Hopefully we really believe that, and the Ten Commandments are no different. When you look at the Ten Commandments, most of them are easy to buy into: don't have any other Gods. Alright, check. Don't have idols in your house, check. Remember the Sabbath day, keep it holy, check. Don't use God's name in vain, check. Don't kill people - alright, that's a pretty good plan. Don't steal - alright, that sounds right. Don't commit adultery - well alright, that sounds okay. Don't lie - well alright.
But when it comes to “honour your father and your mother”, somehow we make that conditional - as if God didn't know your story; and God does know my story. What we have to believe is that: God's way, and God's plan, is the best, regardless.
I think we missed it, just in a basic definition of terms. Let me give you three things that honour is not - that sometimes we confuse as being honourable.

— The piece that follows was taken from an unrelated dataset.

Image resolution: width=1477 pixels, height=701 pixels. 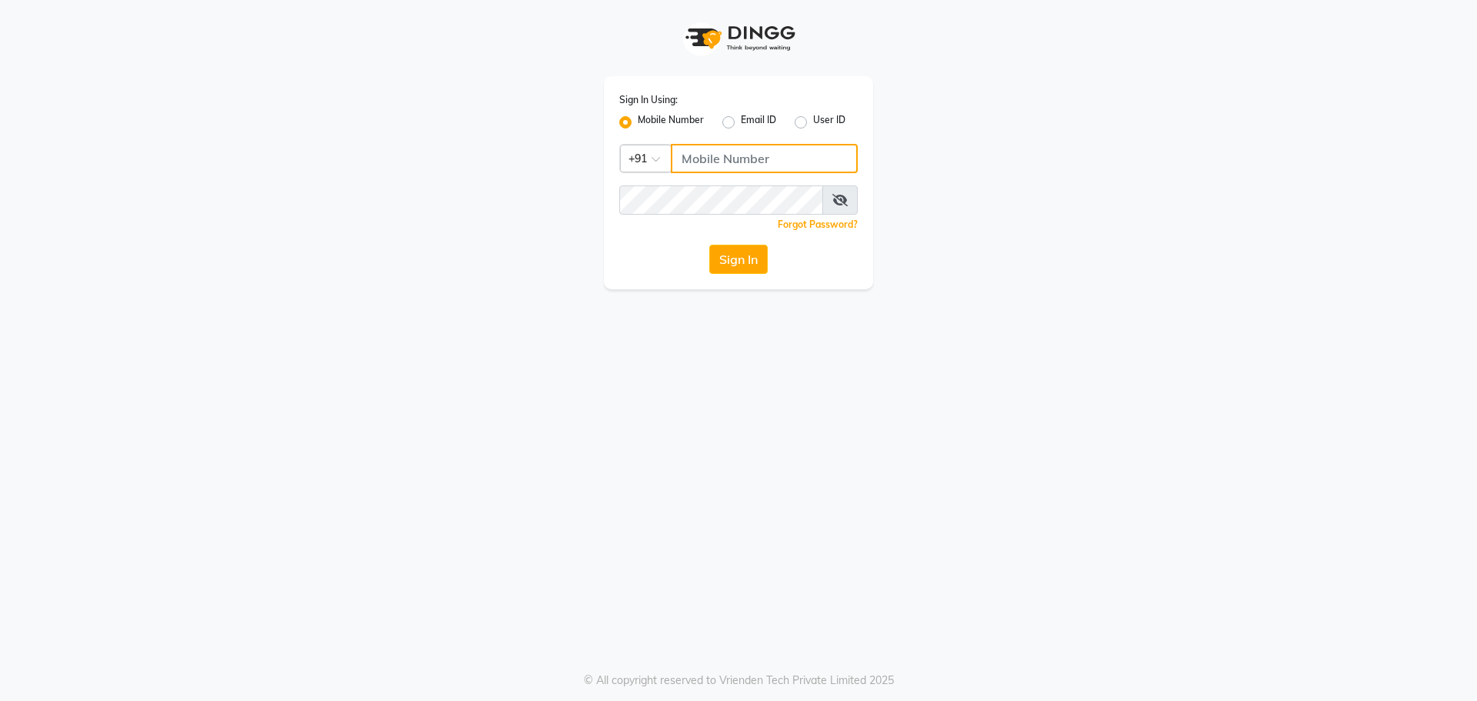 I want to click on label: User ID, so click(x=829, y=122).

1) Honour is not: ignoring wrong things.
I have a counselling background, so I've had people in my office, and they can't come to admit that: the way they grew up was dysfunctional. They can't say: this was destructive - they can't say that! The reason they can't say it is, somewhere deep down inside of them, they really believe that: if they admit that, somehow they're dishonouring their parents.
Honour is not ignoring it, like it didn't happen. Honour is not that! Actually the honourable thing, at some point, is to actually sit back and admit: this was wrong. Honour is not ignoring wrongs.
2) Honour is not: saying that wrong things are right.
The very next step, once I ignore wrongs, I start thinking that: what is wrong, is actually right. The huge risk is this: to create a new normal. We create a new normal; so our family is running around thinking we are normal, and everyone else is weird. That's crazy!
Whatever defines our normal, defines our life. Think about how TV has changed. One of the big reasons that the divorce rate has gone from 11% to 57% since 1967 is the feminist movement. The feminist movement took over Hollywood in 1967, and they were good-hearted people, I'm sure. What they were trying to do was probably try to help people; but this was their basic belief: women are more evolved than men. Women are therefore more complex, they're more evolved; and so men need to grow up and be like women.
They said: women receive love by love; and men receive love by respect (because they're Neanderthals). But if they were actually more evolved, they would actually learn to receive love by love; and if everybody is receiving love by love, then that will help everybody get along better, because we're all talking the same language. That was their thought.
They were dead wrong. God designed men to receive love by respect. God designed women to receive love by love. The command in the Bible is for husbands to love their wives; but the command in the Bible is for wives to respect their husbands. God does not have to command women to love their husbands, because women love naturally. God does not have to command men to respect their wives, because men respect naturally. God has to command us to do the things that don't come naturally.
So they took over the TV, and they did exactly what Hitler did to Germany. Hitler took over Germany by propaganda, and they changed the characters on TV. Think about the TV shows in the '50s and '60s: Father Knows Best, Ozzie and Harriet, Leave It to Beaver. In all of those family comedies, all of the comedy surrounded the teenager in the home, or the kid in the home; and at the end of the 22 minute show, the genius father comes in and saves the day. That's how it was.
They changed that in 1967. In 1967 they wanted men to change, so they started making men look retarded on TV; and all of a sudden the main characters on TV were: Archie Bunker; Homer Simpson; Hank (the guy from the King of the Hill - of you weren't my son, I think I'd hug you - that guy); Al Bundy (from Married with Children); Kevin James (from King of Queens). Think about these guys - John Goodman from Roseanne - think about how they started portraying the American family, and they portrayed it as normal.